Nonsense! Since the last LTS they've changed the interface entirely!
Unity/Gnomes...Ugh!
I was at the start of a website build project when the Ubuntu 11.04 update arrived.
I have been an Ubuntu devotee since 2004 and was a real fan!!.
So in early June I decide to upgrade to 11.04, despite thoughts I shouldn't, based on the comments flying around the Interweb!
BIG BIG Mistake! I suddenly found that certain essential plugins in Gimp would not work under the Unity UI.
That was enough of a boo-boo for me.
I had to reinstall my machine so I regressed/slid over to Debian 6.0.
At least, I have much more flexibility to choose my UI and avoid MS Widnows-type evolution of Ubuntu where Canonical are telling me what's good for me!
Don't fix what works....!!!!
Give the user a choice of GUI , IN BIG CAPITAL LETTERS, during the initial phases of installation!
Luckily I have enough TUX experience to customise Debian to my one requirements!

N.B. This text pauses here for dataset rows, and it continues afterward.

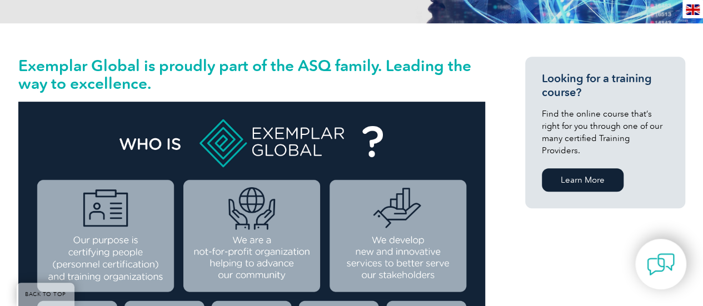 Image resolution: width=703 pixels, height=306 pixels. I want to click on a: BACK TO TOP, so click(46, 294).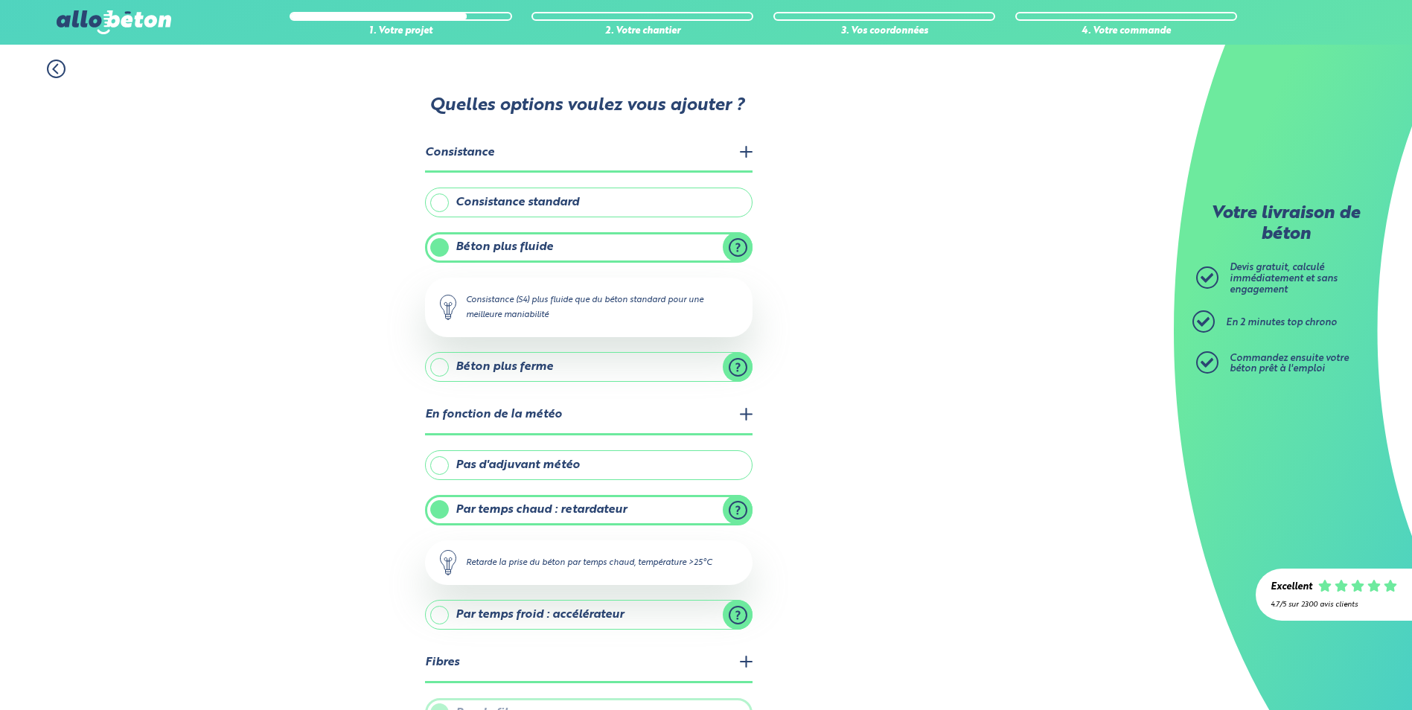  What do you see at coordinates (589, 415) in the screenshot?
I see `legend: En fonction de la météo` at bounding box center [589, 415].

The only way Canonical will get me back is an all-expenses paid return trip to the ISS to celebrate the Shuttleworth visit.... (must be 8 years or so now!) on a Canonical-funded SpaceX Dragon Capsule! (not Soyuz...Roskosmos, after years of great service in the ballistic human field, seem to be going the way of Ubuntu!)
Gnome 3: ugh!
@DrXym: "I'm glad to see Ubuntu picking up GNOME 3"
That makes one of us. I just upgraded one of my computers, and unavoidably picked up Gnome 3. All the things about the UI that allowed me, a technical user, to work quickly and efficiently are gone. I may as well have an Etch-a-sketch. And the Gnome developer's standard attitude of "We Are The Gods Of User Interface Design What Are Not To Be Ignored and We have Decided this is Better For You" (Gnome 2 style interface will not be supported, the ability to switch back will be hidden under "Graphics Fallback" behind a "Beware of the Leopard" in the disused lavatory under the missing stairs in the dark) does not help.
I have converted some family members from Windows to Gnome 2 - a task made simpler by Gnome 2's general adherence to the same UI principles as Windows XP - and shudder to think what will happen when I can no longer shield them from the new changes.